Developer Pascale Beier developed HitKeep to meet strict HealthTech privacy requirements where traditional analytics stacks were operationally prohibitive. The system integrates a columnar OLAP database and a message broker into a single 12MB executable that has already ingested millions of hits in production.

Why This Matters

Traditional self-hosted analytics tools like Plausible or Umami often require managing a heavy stack of PostgreSQL, ClickHouse, Redis, and Node.js, creating significant maintenance overhead for simple pageview tracking.

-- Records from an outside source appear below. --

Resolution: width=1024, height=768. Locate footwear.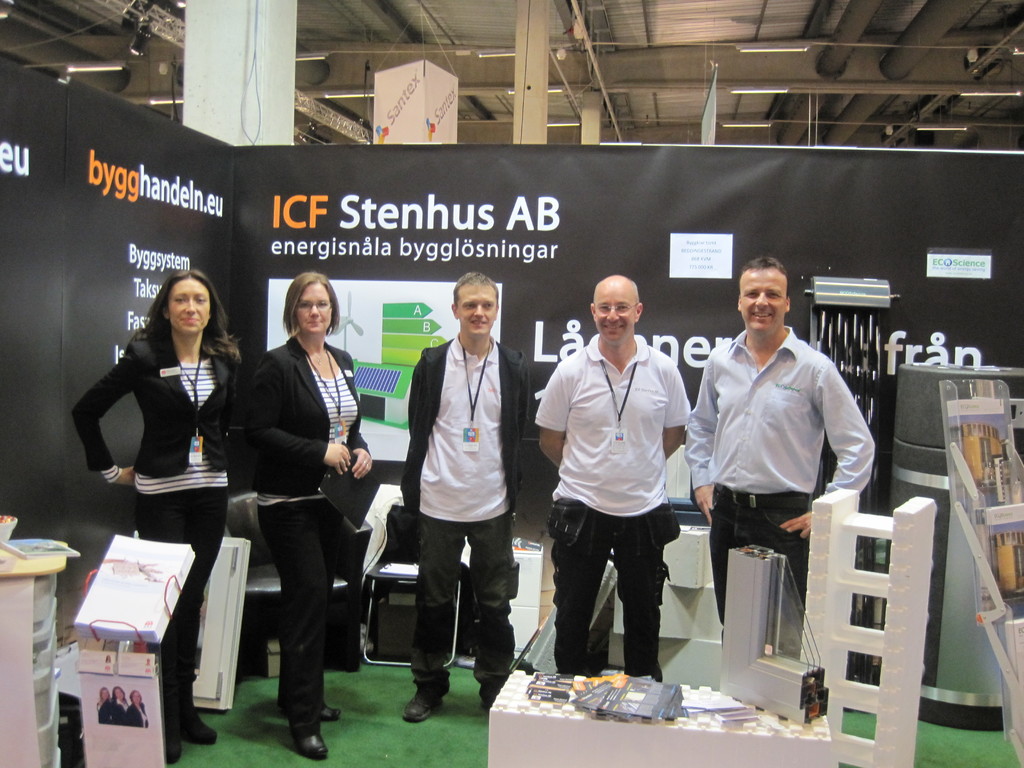
bbox(177, 712, 218, 744).
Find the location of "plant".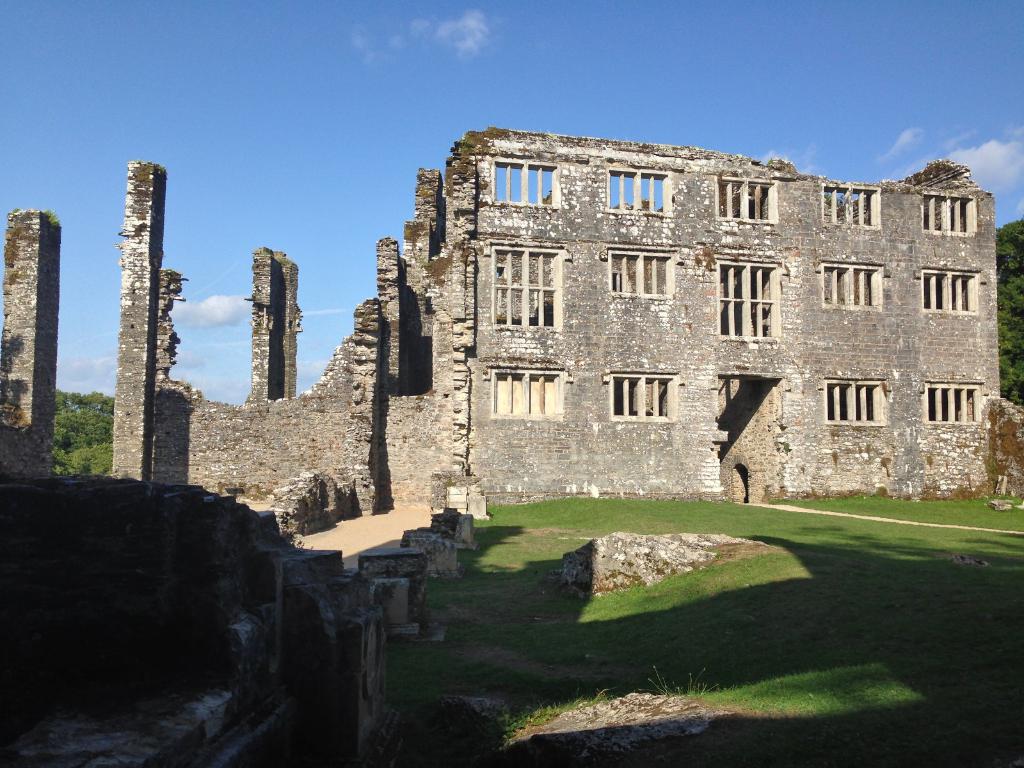
Location: (x1=984, y1=451, x2=1001, y2=487).
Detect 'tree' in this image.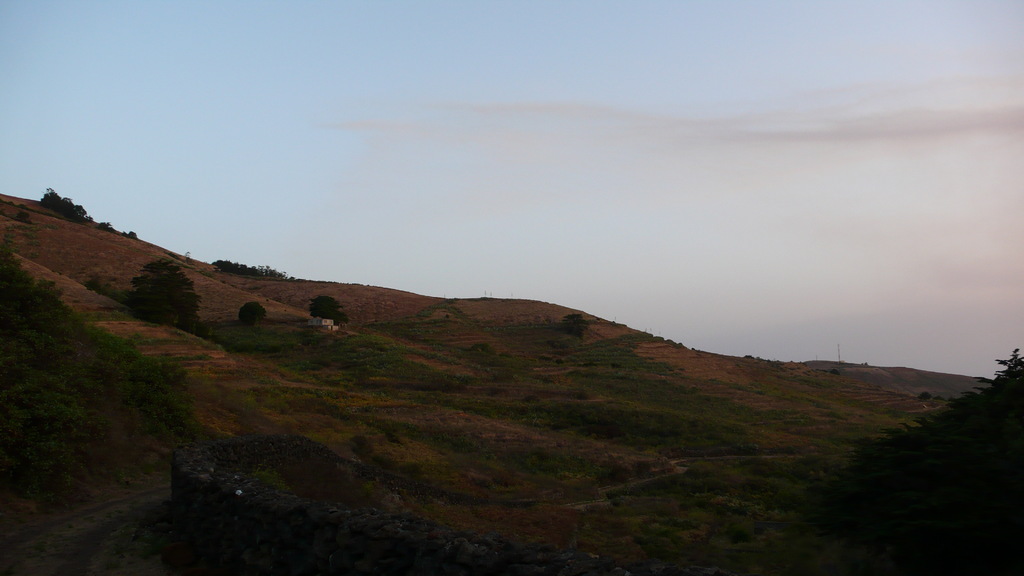
Detection: 846/344/1020/575.
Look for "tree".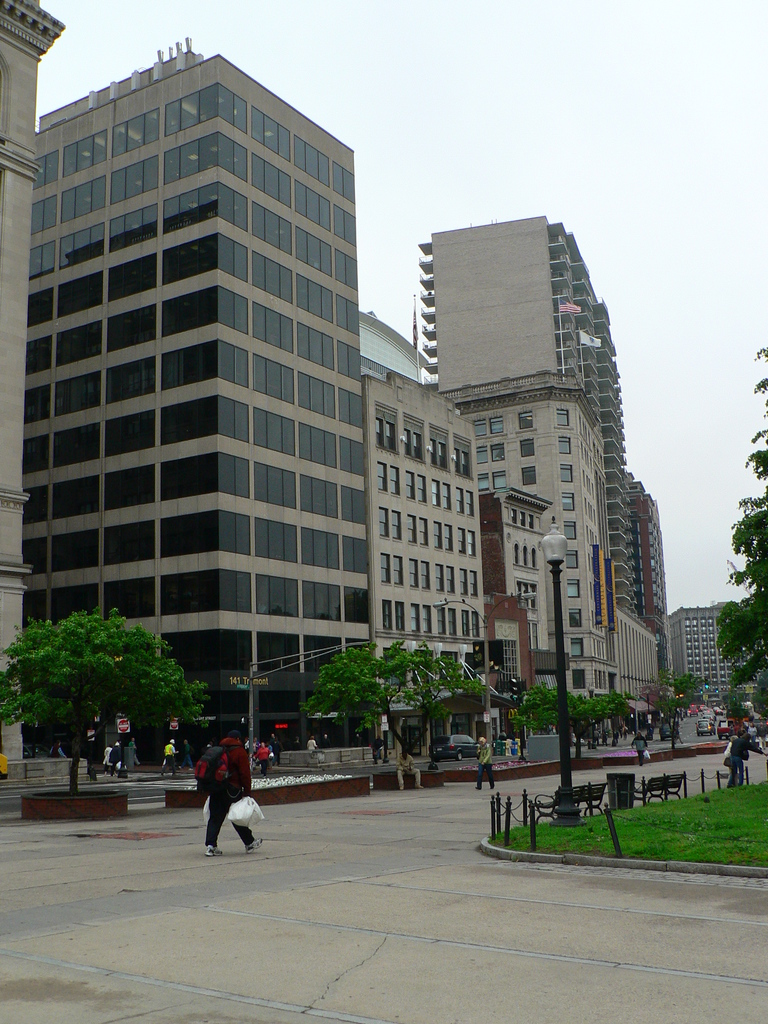
Found: [left=713, top=347, right=767, bottom=723].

HitKeep addresses this technical debt by embedding high-performance components directly into the application layer, proving that enterprise-scale data processing can be achieved with zero external database dependencies.

Key Insights

  • Embedded DuckDB serves as the storage engine, providing columnar OLAP performance with a storage density of approximately 1 million raw hits per 120MB of disk space.
  • Internal micro-batching via an embedded NSQ broker decouples HTTP ingestion from disk I/O, resolving lock contention issues common in columnar databases.
  • High Availability is enabled through native clustering using the HashiCorp Memberlist gossip protocol for leader election and node discovery.
  • The ‘Takeout API’ prevents vendor lock-in by allowing one-click exports of raw data into Parquet, CSV, JSON, or NDJSON formats for external analysis.
  • The system is fully air-gap compatible, making zero outbound third-party requests and proxying all external assets like favicons server-side.
  • Security is handled natively with support for WebAuthn (Passkeys/YubiKey) and TOTP for account protection without external identity providers.

Practical Applications

  • HealthTech Compliance: Implementing privacy-first tracking in environments where GDPR and patient privacy laws prohibit third-party services like Google Analytics.
  • Air-Gapped Infrastructure: Deploying analytics on isolated networks where external dependencies or outbound telemetry are strictly forbidden by security policy.
  • Low-Maintenance Monitoring: Utilizing a single-binary deployment for developers who require enterprise analytics performance without the burden of managing a database cluster.
  • Pitfall: Avoid using HitKeep for cross-device identity stitching, as the system is intentionally designed to be cookie-less and privacy-centric.